WLFI fell sharply over the past week as a public clash between Justin Sun and World Liberty Financial intensified, pushing governance, investor protection and token-control risks to the centre of the story. Sun, one of the project’s biggest backers, has accused the Trump-linked crypto venture of embedding powers that can freeze token holdings and of running a governance system that gives token holders less control than many may have assumed. World Liberty has denied wrongdoing and challenged Sun to pursue the matter in court. At the heart of the dispute is Sun’s claim that WLFI contains a “backdoor blacklisting function” that allows the company to restrict wallets without adequate disclosure. Reuters reported that Sun made the allegations on social media without presenting evidence publicly, while World Liberty rejected the charge and said its actions were tied to risk controls. That matters because the row is no longer just another crypto personality feud; it goes directly to whether holders understood how much discretionary power the issuer retained over a token promoted around governance.
World Liberty’s own documentation shows the issue is more complicated than a simple hidden-feature allegation. Its risk disclosures state that WLFI reserves the right, at its sole discretion, to freeze wallet addresses it associates with illegal activity or violations of token terms. Its FAQ also says the protocol is “not a DAO” and is administratively controlled by one or more multi-signature wallets, with the company determining the number and identity of signers. Those terms do not prove Sun’s broader accusations, but they do confirm that the project’s structure leaves meaningful control with the company rather than with a purely decentralised community.
The chronology also helps explain why the row has become so bitter. World Liberty sold WLFI in public rounds between October 2024 and March 2025, with the token initially non-transferable. According to the project’s unlock documentation, 20% of those purchased tokens became available for unlocking on 1 September 2025, while the remaining 80% was left to future governance decisions. Sun says his own holdings were frozen around that period, and the Wall Street Journal reported that his frustration worsened after the company unlocked part of the supply while many holders remained constrained.
That distinction between transferability, governance and economic rights is central to the market reaction. World Liberty’s disclosures say WLFI is a governance token only and gives holders no dividend, income or other economic claim on the protocol. Even voting rights are limited: documents say no wallet may vote more than 5% of the votable supply, though the company acknowledges it may not always be able to detect affiliated wallets acting together. For critics, that creates a structure in which token holders carry the market risk while the issuer still keeps broad administrative discretion. For defenders, it is a sign that the project had disclosed its limits and that buyers should have read the terms more closely.
The financial backdrop has only sharpened scrutiny. Reuters reported in March 2025 that the Trump family had a claim on 75% of net revenues from token sales and 60% from operations once the business got going. Reuters then reported this week that World Liberty had generated more than $460 million for the Trump family in early 2025, even though its decentralised finance app had yet to launch. The Journal added that the venture later used WLFI tokens as collateral to borrow $75 million in stablecoins from a lending platform tied to its chief technology officer, further angering investors already worried about conflicts and transparency.
For the broader crypto market, the episode lands at an awkward moment. Projects built around governance tokens have long claimed to spread power across communities, yet many still rely on concentrated control through multisigs, emergency powers and issuer discretion. World Liberty’s FAQ openly states that during material adverse events or security risks, governance control can be fully vested in the multisigs until normal operations resume. That may be defensible from a security standpoint, but it weakens any simple claim that token ownership alone guarantees decentralised influence.
Sun’s own role also complicates the picture. Reuters noted that he had previously settled a $10 million SEC lawsuit over fraud and unregistered securities without admitting wrongdoing, a detail that makes him an imperfect messenger even as his complaints resonate with other investors. World Liberty has responded by casting Sun as a bad-faith actor, while he has positioned himself as a whistleblower and the largest victim of the freeze. That leaves observers weighing competing claims from parties with clear financial and reputational incentives.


In the data below, count every line that holds the string "left" and reply with the number alone.

Segment Open

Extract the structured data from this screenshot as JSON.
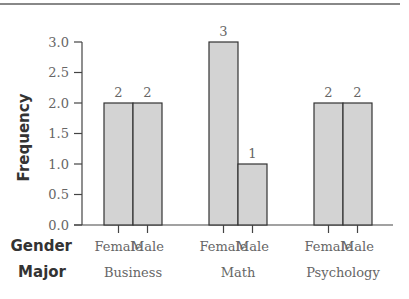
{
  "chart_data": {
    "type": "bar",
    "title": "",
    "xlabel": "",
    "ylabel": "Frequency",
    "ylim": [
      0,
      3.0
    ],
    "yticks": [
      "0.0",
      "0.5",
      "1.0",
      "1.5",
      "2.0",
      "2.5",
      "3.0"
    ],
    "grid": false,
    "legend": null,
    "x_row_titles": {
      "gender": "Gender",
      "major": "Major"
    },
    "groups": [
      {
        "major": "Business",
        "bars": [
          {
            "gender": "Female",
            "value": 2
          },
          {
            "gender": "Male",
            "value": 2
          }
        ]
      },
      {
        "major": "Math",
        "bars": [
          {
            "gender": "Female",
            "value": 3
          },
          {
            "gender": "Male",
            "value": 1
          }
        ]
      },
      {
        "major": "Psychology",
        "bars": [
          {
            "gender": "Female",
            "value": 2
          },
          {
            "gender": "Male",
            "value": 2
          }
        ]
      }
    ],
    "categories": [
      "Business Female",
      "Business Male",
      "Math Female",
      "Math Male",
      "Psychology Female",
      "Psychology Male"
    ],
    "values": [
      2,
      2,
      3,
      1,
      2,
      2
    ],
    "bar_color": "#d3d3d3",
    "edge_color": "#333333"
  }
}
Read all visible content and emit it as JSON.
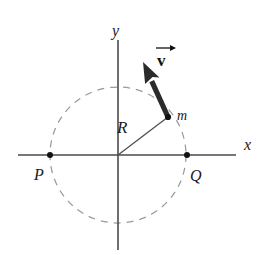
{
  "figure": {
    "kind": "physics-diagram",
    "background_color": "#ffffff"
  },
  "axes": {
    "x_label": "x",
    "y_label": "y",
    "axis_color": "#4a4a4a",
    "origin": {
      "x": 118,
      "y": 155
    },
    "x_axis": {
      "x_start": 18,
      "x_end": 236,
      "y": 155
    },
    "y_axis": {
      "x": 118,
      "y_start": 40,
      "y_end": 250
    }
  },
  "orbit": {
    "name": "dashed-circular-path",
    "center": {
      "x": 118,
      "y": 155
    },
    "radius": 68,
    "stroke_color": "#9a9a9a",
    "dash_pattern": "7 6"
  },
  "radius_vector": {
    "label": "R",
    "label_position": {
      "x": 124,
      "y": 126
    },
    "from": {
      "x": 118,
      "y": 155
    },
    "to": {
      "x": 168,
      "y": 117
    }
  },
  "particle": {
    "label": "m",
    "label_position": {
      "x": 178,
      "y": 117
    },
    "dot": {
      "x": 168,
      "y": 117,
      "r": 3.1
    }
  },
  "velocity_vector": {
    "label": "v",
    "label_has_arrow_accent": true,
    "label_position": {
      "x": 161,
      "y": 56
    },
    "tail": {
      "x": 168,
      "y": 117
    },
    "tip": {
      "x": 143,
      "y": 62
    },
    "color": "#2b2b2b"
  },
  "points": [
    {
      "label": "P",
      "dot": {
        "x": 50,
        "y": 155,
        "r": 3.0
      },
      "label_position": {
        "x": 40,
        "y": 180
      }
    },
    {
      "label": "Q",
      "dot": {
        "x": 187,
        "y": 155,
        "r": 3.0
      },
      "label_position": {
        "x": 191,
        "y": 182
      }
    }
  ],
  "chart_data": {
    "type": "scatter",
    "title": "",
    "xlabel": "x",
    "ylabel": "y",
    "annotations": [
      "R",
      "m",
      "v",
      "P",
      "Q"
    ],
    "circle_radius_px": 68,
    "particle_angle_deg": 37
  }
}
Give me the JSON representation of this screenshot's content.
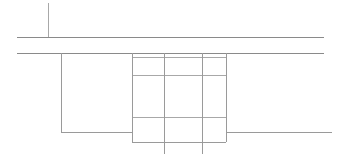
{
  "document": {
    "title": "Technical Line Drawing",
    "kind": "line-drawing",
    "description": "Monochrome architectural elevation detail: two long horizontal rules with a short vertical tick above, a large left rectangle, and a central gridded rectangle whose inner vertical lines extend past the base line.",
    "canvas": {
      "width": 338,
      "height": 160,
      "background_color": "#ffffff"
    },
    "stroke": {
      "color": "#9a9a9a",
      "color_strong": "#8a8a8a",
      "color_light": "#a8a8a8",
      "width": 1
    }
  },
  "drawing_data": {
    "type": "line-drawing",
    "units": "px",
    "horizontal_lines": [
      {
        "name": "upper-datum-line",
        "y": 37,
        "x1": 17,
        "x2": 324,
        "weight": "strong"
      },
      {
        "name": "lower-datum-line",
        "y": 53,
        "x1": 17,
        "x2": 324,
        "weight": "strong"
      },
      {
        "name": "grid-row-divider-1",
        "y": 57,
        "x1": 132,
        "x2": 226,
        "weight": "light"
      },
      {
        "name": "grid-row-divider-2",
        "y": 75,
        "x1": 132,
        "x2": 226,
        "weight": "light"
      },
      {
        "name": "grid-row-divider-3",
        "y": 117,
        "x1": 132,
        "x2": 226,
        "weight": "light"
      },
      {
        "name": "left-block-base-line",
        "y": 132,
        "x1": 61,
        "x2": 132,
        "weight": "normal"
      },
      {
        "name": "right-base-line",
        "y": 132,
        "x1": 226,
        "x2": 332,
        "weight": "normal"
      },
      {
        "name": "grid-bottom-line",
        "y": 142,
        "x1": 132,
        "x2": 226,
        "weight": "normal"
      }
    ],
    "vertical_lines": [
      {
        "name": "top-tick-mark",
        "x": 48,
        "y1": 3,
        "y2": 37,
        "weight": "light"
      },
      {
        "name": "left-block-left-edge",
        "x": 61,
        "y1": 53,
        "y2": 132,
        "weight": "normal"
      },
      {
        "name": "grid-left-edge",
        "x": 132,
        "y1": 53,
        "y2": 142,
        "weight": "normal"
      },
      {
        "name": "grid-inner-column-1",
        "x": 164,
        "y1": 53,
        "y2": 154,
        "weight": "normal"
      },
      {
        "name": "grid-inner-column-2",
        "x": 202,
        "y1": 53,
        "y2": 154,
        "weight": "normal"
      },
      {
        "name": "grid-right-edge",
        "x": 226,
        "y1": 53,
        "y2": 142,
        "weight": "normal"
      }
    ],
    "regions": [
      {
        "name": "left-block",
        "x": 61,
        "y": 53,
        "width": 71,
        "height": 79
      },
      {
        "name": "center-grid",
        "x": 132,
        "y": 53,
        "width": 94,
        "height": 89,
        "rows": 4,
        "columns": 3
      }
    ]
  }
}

Segment Closed

Solution to the problem :: 5